Representatives from each of the Group of Seven (G7) nations gathered in the Japanese city of Nikko, 70 miles north of Tokyo, this weekend for a two-day summit on gender equality and women’s empowerment, where they discussed everything from sexual violence to LGBT rights to economic imbalances—vowing to reduce the wage gap and boost women’s representation in executive and managerial positions.

But the summit also made for an awkward photo-op, highlighting Japan’s ongoing struggles with gender: with the country hosting the G7 this year, Japan’s representative to the gender equality meeting, Masanobu Ogura, served as its chair—he also was its only man.

When asked how he felt being the only male representative, Ogura, a Cabinet minister, said that male leaders with strong enthusiasm for gender equality are still needed, according to local paper Shimotsuke Shimbun. Still, the optics are not likely to help Japan ward off mounting criticism of its deficiencies in gender and LGBT rights from its peers in the informal economic bloc of advanced democracies.
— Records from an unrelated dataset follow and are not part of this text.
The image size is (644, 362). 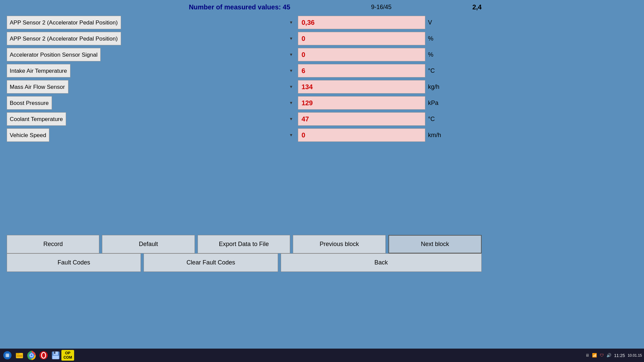 What do you see at coordinates (151, 71) in the screenshot?
I see `sensor-select-wrapper-4: Intake Air Temperature` at bounding box center [151, 71].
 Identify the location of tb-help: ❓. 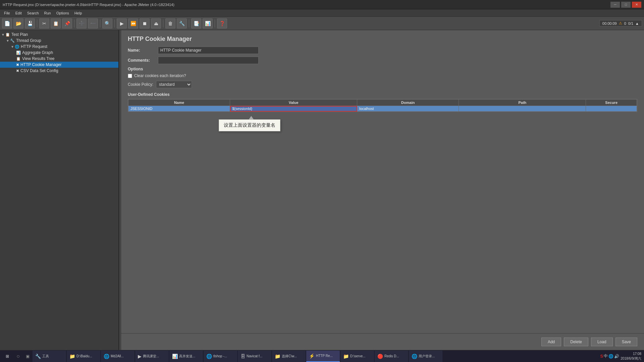
(222, 23).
The summit in Nikko came only days after the World Economic Forum released its latest annual Global Gender Gap Index, which assesses the state of gender parity across four key metrics: economic participation and opportunity, educational attainment, health and survival, and political empowerment. Japan, at 125th of 146 countries in the index, ranks the lowest among the G7 states, which also includes Germany (6th), the U.K. (15th), France (40th), the U.S. (43rd), and Italy (79th).